The Border Wall Fight Is Coming Back
Budget

The Border Wall Fight Is Coming Back

KEVIN LAMARQUE

The fight over funding for President Trump’s border wall looks set to resume.

As lawmakers work on allocating federal funding for fiscal 2020, Senate Republicans are reportedly looking to divert money from health and education to pay for the wall, Roll Call’s Paul M. Krawzak reports:

“According to several people familiar with the process, Senate Appropriations Chairman Richard C. Shelby, an Alabama Republican, wrote an allocation for the fiscal 2020 Labor-HHS-Education spending bill that is about $5 billion lower than it would have been to provide funding for the wall.”

We’ve been here before: Disagreements over funding for Trump’s border wall led to a 35-day partial government shutdown last December and January, the longest ever. Congress then approved $1.375 billion in border barrier money for fiscal 2019, far less than the $5.7 billion Trump had been demanding, and the money came with restrictions on how it could be spent.

Unsatisfied with that funding, the president in February declared a national emergency at the border in order to tap an additional $6.7 billion from military funding and other sources for wall construction. The Supreme Court last month cleared the way for the administration to divert $2.5 billion in Defense Department money to build sections of the border wall.

Senate republicans will have to deal with Democrats: Shelby’s appropriations provision will be subject to negotiations with House Democrats, who did not include any wall funding in their Homeland Security bill. How far will Democrats be willing to go on the issue? Krawzak reports that, while Senate Democrats may oppose Shelby’s $5 billion, one former GOP aide suggested that the money provided in the Labor-HHS-Education appropriations may still be “generous” enough win some Democratic support. The likely political pressure Democrats would face for supporting Trump’s wall might suggest otherwise.

Another high-profile appropriations fight? A White House move last weekend to block as much as $4 billion in foreign aid spending by the State Department and U.S. Agency for International Development is raising Democratic alarms and could also spill over into the coming appropriations talks. “This administration seems determined to ignore the will of Congress and undermine American leadership. I will do everything in my power to stop this illegitimate action taken by the administration,” Rep. Nita Lowey (D-NY), who chairs the House Appropriations Committee, said Thursday. One Democratic aide tells Roll Call that the directive could lead Democrats to put up a bigger fight over any administration efforts to shift money around for next year.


- Work to be completed
Everything from the line that holds "The image size" through the end of the records below is to be transcribed exactly, except the pictures.

- Given records
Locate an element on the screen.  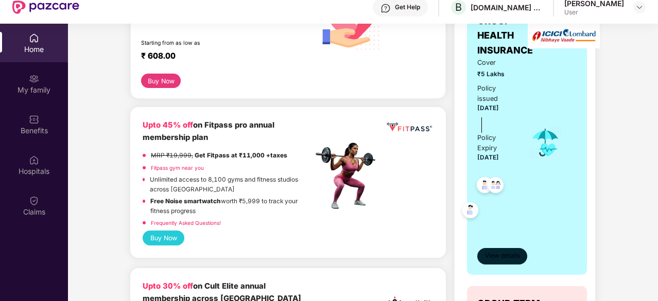
img: svg+xml;base64,PHN2ZyBpZD0iSGVscC0zMngzMiIgeG1sbnM9Imh0dHA6Ly93d3cudzMub3JnLzIwMDAvc3ZnIiB3aWR0aD... is located at coordinates (386, 8).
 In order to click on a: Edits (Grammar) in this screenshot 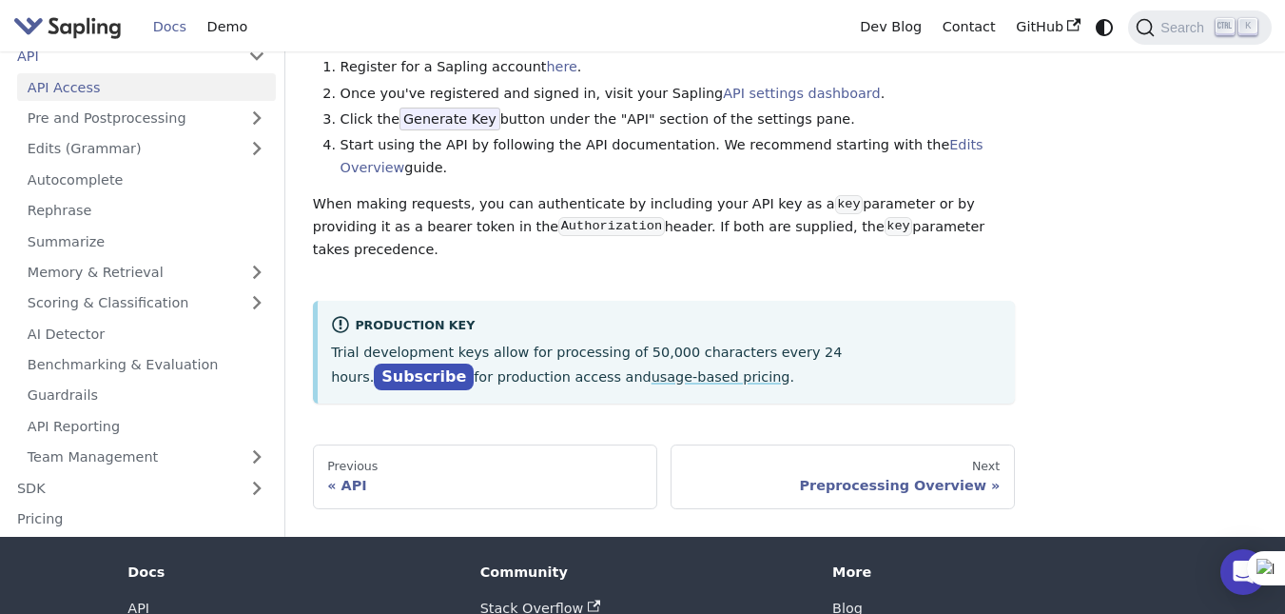, I will do `click(147, 148)`.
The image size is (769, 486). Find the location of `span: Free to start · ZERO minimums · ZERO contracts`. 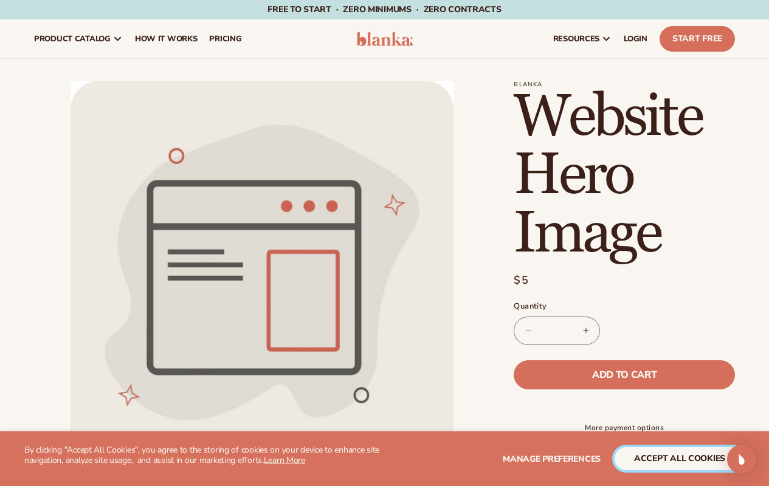

span: Free to start · ZERO minimums · ZERO contracts is located at coordinates (384, 9).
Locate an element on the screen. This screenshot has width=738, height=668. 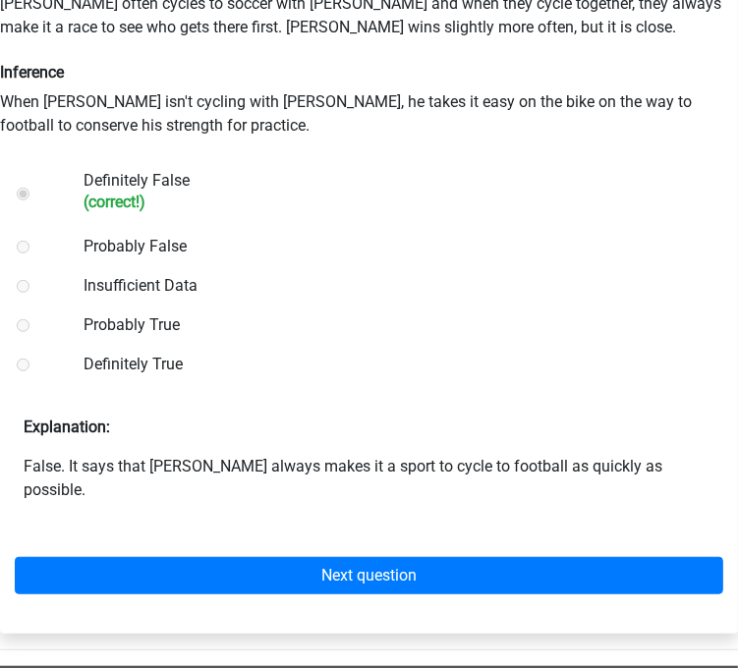
label: Probably False is located at coordinates (399, 247).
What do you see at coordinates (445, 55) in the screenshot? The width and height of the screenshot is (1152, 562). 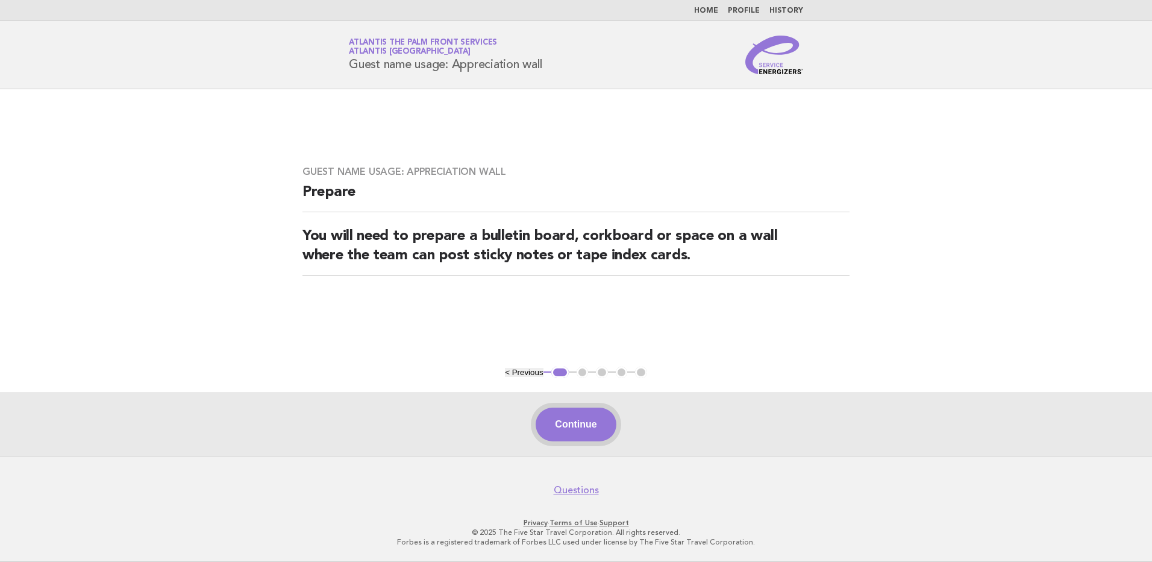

- Task answer
The image size is (769, 486). Find the location of `span: Free to start · ZERO minimums · ZERO contracts`. 

span: Free to start · ZERO minimums · ZERO contracts is located at coordinates (384, 9).
Locate an element on the screen. This screenshot has width=738, height=668. 
label: Probably False is located at coordinates (399, 247).
What do you see at coordinates (445, 55) in the screenshot? The width and height of the screenshot is (1152, 562). 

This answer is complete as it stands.